MILWAUKEE (AP) — Violence and arson on the north side of Milwaukee after the fatal shooting of a black man by police. A big development in the “Making a Murderer” case that so transfixed TV viewers nationwide. A gunman who opened fire on prom-goers in a small northern Wisconsin town.

A look back:

MILWAUKEE VIOLENCE

Sylville Smith (Milwaukee County Sheriff via AP)
Sylville Smith (Milwaukee County Sheriff via AP)
Dominique Heaggan-Brown (Milwaukee County Sheriff's Office via AP)
Dominique Heaggan-Brown (Milwaukee County Sheriff’s Office via AP)

In August, a north side Milwaukee neighborhood erupted in two nights of violence following the police shooting of a young black man, Sylville Smith. His death at the hands of a black Milwaukee officer unleashed simmering anger in the Sherman Park neighborhood, with eight businesses burned, other properties looted and several officers and civilians injured. In a rare move, the officer who killed Smith, Dominique Heaggan-Brown, was charged in December with first-degree reckless homicide. Heaggan-Brown had already been fired after he was charged in a separate case with sexual assault.

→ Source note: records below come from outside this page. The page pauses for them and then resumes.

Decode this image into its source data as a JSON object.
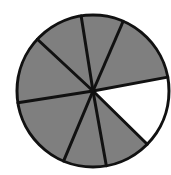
{
  "diagram": {
    "type": "fraction-circle",
    "total_parts": 8,
    "shaded_parts": 7,
    "unshaded_parts": 1,
    "shaded_color": "#7f7f7f",
    "unshaded_color": "#ffffff",
    "line_color": "#111111"
  },
  "geometry": {
    "cx": 93,
    "cy": 91,
    "r": 76,
    "spokes": [
      [
        81,
        15
      ],
      [
        122,
        24
      ],
      [
        163,
        78
      ],
      [
        145,
        142
      ],
      [
        106,
        164
      ],
      [
        64,
        160
      ],
      [
        17,
        103
      ],
      [
        36,
        38
      ]
    ],
    "unshaded_slice_index": 2
  }
}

TWIST IN ‘MAKING A MURDERER’ CASE

dassey1

U.S. Magistrate William Duffin ruled in August that investigators coerced Brendan Dassey, who was 16 years old at the time and suffered from cognitive problems, into confessing to helping his uncle, Steven Avery, rape and kill Halbach at the Avery family salvage yard in Manitowoc County. Dassey was sentenced to life in prison in 2007.

His release appeared imminent until the 7th U.S. Circuit Court of Appeals in Chicago stepped in at the last minute to keep Dassey behind bars while state attorneys appealed a decision that overturned his conviction.

OTHER CASES

Anissa Weier, accused of trying to kill a classmate to please horror character Slender Man, listens to her attorney Joseph Smith during a hearing at Waukesha County Circuit Court in Waukesha, Wis., Friday, Sept. 9, 2016. Weier entered a plea on Friday of not guilty by reason of mental disease or defect to the attempted homicide charge. (Michael Sears/Milwaukee Journal-Sentinel via AP, Pool)
Anissa Weier, accused of trying to kill a classmate to please horror character Slender Man, listens to her attorney Joseph Smith during a hearing at Waukesha County Circuit Court in Waukesha on Sept. 9. (Michael Sears/Milwaukee Journal-Sentinel via AP, Pool)

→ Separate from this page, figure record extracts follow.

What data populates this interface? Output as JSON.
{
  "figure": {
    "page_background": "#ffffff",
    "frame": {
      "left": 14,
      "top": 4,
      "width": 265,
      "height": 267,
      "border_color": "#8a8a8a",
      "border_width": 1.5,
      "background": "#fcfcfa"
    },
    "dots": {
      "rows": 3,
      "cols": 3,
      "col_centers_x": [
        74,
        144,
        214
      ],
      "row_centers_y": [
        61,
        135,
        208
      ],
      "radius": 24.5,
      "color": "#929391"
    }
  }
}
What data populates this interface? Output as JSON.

A key court ruling kept two girls accused trying to kill their classmate in an attempt to please a fictional horror character called Slender Man in adult court. Attorneys for the girls, Anissa Weier and Morgan Geyser, who were 12 at the time of the 2014 attack, argued they should be tried in juvenile court. An appeals court disagreed and the girls entered pleas of not guilty by reason of mental disease or defect to attempted homicide in a stabbing that left their classmate with 19 wounds that nearly killed her.

A West Allis man was accused of fatally shooting a woman riding with her family in a car on Interstate 90/94. Zach Hays was also accused of killing his neighbor earlier in the day on May 1.

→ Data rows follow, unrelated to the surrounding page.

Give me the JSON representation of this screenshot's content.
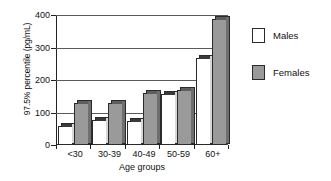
{
  "chart_data": {
    "type": "bar",
    "title": "",
    "subtitle": "",
    "xlabel": "Age groups",
    "ylabel": "97.5% percentile (pg/mL)",
    "categories": [
      "<30",
      "30-39",
      "40-49",
      "50-59",
      "60+"
    ],
    "series": [
      {
        "name": "Males",
        "color": "#ffffff",
        "values": [
          58,
          77,
          73,
          158,
          268
        ]
      },
      {
        "name": "Females",
        "color": "#9a9a9a",
        "values": [
          130,
          128,
          160,
          170,
          388
        ]
      }
    ],
    "ylim": [
      0,
      400
    ],
    "yticks": [
      0,
      100,
      200,
      300,
      400
    ],
    "ytick_labels": [
      "0",
      "100",
      "200",
      "300",
      "400"
    ],
    "grid": true,
    "legend_position": "right",
    "style": "3d-grouped-bar"
  },
  "legend": {
    "entries": [
      {
        "label": "Males"
      },
      {
        "label": "Females"
      }
    ]
  }
}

The state Department of Justice decided against taking Mark Jensen’s case to the U.S. Supreme Court, setting up a retrial in Kenosha County, where he was convicted and sentenced to life in prison in 2008 in the antifreeze-poisoning death of his wife, Julie Jensen.

In April, a shooting outside the prom at Antigo High School left the small northern Wisconsin city shaken. An Antigo officer who shot and killed the gunman, Jakob Wagner, said he saw him open fire on the prom-goers. Two teens were injured.